Iran remains the world leader in executions in 2016


The Iranian government is relying more and more on mass executions in order to control its citizens. Iranian officials used to keep their executions secret. However, over the last year since the nuclear agreement was reached, Iranian authorities have been showing no fear or concern when it comes to publicly announcing that they have mass-executed a group of people.

Iran is ranked the first in the world, followed by China, when it comes to hanging people.

The mullahs have started the month August by mass executing at least 25 people who are from a religious minority.  Not only did Iran brag about executing these people, but officials also released some of the names of those executed on Tuesday, August 2, in Gohardasht prison in Karaj, northwest of Tehran.


 

MORE MASS EXECUTIONS IN THE NAME OF ISLAM

Iran remains the world leader in executions in 2016.

The Iranian government is relying more and more on mass executions in order to control its citizens. Iranian officials used to keep their executions secret. However, over the last year since the nuclear agreement was reached, Iranian authorities have been showing no fear or concern when it comes to publicly announcing that they have mass-executed a group of people.

Iran is ranked the first in the world, followed by China, when it comes to hanging people.

The mullahs have started the month August by mass executing at least 25 people who are from a religious minority.  Not only did Iran brag about executing these people, but officials also released some of the names of those executed on Tuesday, August 2, in Gohardasht prison in Karaj, northwest of Tehran.

Before executing these people, Iranian authorities tortured them to an extent that some of them lost their vision and hearing, some had heart attacks and kidney infections, and some become incredibly weak before being dragged to the execution site.

Before being executed, one of the prisoners pleaded and wrote to Ahmad Shaheed, the UN Special Rapporteur on the situation of human rights in Iran. In the letter, he pleaded: “I hope that I am tried like a human being, like an accused, in a just court, that I see my lawyer, that he had read my case, that my torturer is not besides my judge, that the judge is not angry and doesn’t say either you go from this Shiite country or you die, that the court is more than 5 minutes and that I am allowed to speak.”

Islamist clerics have charged these people with “enmity against Allah (God),” then convicted and sentenced them to death under Islamic Sharia law. This all occurred without fair trial, access to a lawyer, due process or medical treatments.

Sarah Leah Whitson, Middle East director at Human Rights Watch, argued, “Iran’s mass execution of prisoners on August 2 at Rajai Shahr prison is a shameful low point in its human rights record.”

Iran has executed at least seven people a week since January 2016 and Iranian authorities are boasting about their execution. Whitson added, “With at least 230 executions since January 1, Iran is yet again the regional leader in executions but a laggard in implementing the so far illusory penal code reforms meant to bridge the gap with international standards…. It is shameful that Iran takes pride in the growing number of executions it carries out rather than being able to boast about its adherence to international fair trial standards…It is critically important to give everyone accused of a crime due process and fair trials, not least when their lives are at stake.”

Iranian leaders are also executing adolescents in the name of Islam. For example, two weeks ago, Hassan Afshar, 19, was hanged in Arak Prison in Iran’s Markazi Province after the Iranian government charged and convicted him of “forced male-to-male anal intercourse” (‘lavat-e be onf’).

Afshar was sentenced soon after he was arrested. He was a 17-year-old high school student when he was arrested.

As Magdalena Mughrabi, Deputy Middle East and North Africa Programme Director at Amnesty International,pointed out accurately, “Iran has proved that its sickening enthusiasm for putting juveniles to death, in contravention of international law, knows no bounds.” She stressed that “[h]e had no access to a lawyer and the judiciary rushed through the investigation and prosecution, convicting and sentencing him to death within two months of his arrest as though they could not execute him quickly enough.”

According to a 2008 British Wikileaks documents, Iran had executed an average of 200 gays and lesbians every year since the establishment of the Islamic Republic of Iran to 2008.

Iranian authorities often conduct these executions suddenly without allowing the families of the victims to say their final farewells. As Magdalena Mughrabi, from Amnesty, adds,  “In a cruel stroke of irony, officials did not inform Hassan Afshar of his death sentence for around seven months while he was held in a juvenile detention facility because they did not want to cause him distress – and yet astonishingly were still prepared to execute him. With this execution, Iranian authorities have demonstrated once again their callous disregard for human rights.”

In this latest series of executions, the Iranian government also executed a nuclear scientist who reportedly assisted U.S. intelligence. This nuclear scientist was mentioned in Hillary Clinton’s e-mails, which raises the question whether Clinton’s mishandling of her emails might have contributed to his death sentence by the Iranian government.

Finally, the major question to ask is: where are the human rights organizations, LGBT groups, liberals and the Obama administration when it comes to condemning these egregious human rights abuses committed by the authoritarian and theocratic regime of Iran?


Task directions: Check each line of the listing for the string "Comfort". Copy those where it appears.

/---

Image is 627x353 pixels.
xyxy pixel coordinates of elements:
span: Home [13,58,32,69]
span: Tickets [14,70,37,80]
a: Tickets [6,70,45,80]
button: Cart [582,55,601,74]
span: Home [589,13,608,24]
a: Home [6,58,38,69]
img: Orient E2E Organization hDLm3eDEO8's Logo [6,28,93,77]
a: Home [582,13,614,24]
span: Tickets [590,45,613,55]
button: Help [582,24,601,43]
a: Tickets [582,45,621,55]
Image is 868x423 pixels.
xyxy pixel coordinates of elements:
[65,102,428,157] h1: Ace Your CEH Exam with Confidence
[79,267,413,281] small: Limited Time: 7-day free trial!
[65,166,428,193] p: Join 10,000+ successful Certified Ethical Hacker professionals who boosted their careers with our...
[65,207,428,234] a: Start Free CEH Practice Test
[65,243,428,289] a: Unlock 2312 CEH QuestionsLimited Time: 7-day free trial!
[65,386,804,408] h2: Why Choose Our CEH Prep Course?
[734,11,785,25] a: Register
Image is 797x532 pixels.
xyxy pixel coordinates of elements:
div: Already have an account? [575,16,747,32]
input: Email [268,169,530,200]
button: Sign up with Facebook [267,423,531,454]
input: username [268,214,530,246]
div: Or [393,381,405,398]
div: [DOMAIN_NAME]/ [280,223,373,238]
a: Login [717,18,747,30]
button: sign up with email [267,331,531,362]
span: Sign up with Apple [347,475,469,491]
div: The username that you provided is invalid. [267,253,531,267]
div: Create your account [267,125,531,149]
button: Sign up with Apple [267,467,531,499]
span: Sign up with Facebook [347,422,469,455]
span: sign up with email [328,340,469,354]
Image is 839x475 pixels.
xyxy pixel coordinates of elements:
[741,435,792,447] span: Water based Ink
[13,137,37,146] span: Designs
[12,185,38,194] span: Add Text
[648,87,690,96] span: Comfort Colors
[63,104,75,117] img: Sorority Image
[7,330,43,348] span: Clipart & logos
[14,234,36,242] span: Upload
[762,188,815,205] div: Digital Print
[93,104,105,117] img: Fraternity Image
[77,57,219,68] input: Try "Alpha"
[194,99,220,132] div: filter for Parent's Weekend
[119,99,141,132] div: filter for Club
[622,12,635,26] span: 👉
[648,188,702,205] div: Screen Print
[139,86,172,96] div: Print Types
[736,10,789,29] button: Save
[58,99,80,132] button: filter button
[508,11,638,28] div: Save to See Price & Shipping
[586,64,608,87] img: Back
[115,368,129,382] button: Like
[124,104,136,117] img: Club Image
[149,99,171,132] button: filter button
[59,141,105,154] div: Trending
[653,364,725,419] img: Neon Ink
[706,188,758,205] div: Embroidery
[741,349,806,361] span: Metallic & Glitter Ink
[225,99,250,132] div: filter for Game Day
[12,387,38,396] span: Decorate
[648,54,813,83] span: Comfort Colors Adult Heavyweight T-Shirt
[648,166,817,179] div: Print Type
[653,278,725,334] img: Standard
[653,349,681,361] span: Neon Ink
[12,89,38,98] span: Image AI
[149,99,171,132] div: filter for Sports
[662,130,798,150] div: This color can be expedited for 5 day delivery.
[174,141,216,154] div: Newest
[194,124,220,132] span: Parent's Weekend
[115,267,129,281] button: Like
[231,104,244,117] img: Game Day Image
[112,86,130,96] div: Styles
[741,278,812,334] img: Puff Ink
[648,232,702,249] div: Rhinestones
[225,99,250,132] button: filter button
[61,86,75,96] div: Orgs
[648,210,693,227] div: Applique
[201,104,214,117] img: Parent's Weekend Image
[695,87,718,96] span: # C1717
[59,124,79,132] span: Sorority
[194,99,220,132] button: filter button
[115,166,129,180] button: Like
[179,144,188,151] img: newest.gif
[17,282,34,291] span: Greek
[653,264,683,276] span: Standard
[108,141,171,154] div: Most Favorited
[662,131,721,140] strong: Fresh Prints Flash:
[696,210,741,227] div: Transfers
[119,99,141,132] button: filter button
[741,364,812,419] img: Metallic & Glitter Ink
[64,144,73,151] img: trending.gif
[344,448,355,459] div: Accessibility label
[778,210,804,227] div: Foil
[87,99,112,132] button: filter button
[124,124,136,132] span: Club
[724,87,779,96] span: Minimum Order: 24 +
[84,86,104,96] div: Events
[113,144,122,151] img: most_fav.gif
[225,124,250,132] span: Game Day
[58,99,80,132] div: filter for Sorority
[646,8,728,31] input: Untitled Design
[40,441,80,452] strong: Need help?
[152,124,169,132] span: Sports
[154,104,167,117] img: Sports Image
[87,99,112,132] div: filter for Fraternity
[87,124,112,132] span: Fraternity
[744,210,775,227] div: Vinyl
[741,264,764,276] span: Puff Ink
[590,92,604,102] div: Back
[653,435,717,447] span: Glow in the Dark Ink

\---

Solution to this exercise:
[648,87,690,96] span: Comfort Colors
[648,54,813,83] span: Comfort Colors Adult Heavyweight T-Shirt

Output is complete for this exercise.